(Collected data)

※

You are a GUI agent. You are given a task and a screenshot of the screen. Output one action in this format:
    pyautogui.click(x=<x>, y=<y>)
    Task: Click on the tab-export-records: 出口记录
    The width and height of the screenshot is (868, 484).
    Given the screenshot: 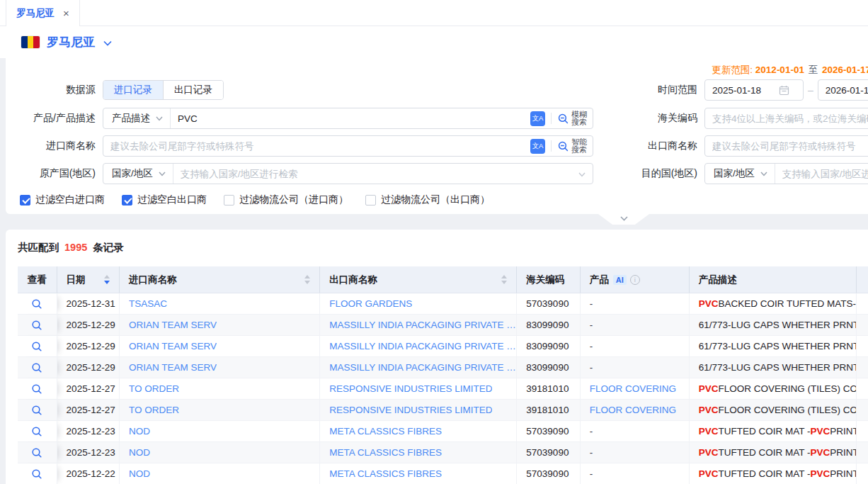 What is the action you would take?
    pyautogui.click(x=193, y=90)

※

Assigned task: Return nothing but the lines from the top of the records above through the line that has "The width and". Keep each one exact.

Written answer:
You are a GUI agent. You are given a task and a screenshot of the screen. Output one action in this format:
    pyautogui.click(x=<x>, y=<y>)
    Task: Click on the tab-export-records: 出口记录
    The width and height of the screenshot is (868, 484).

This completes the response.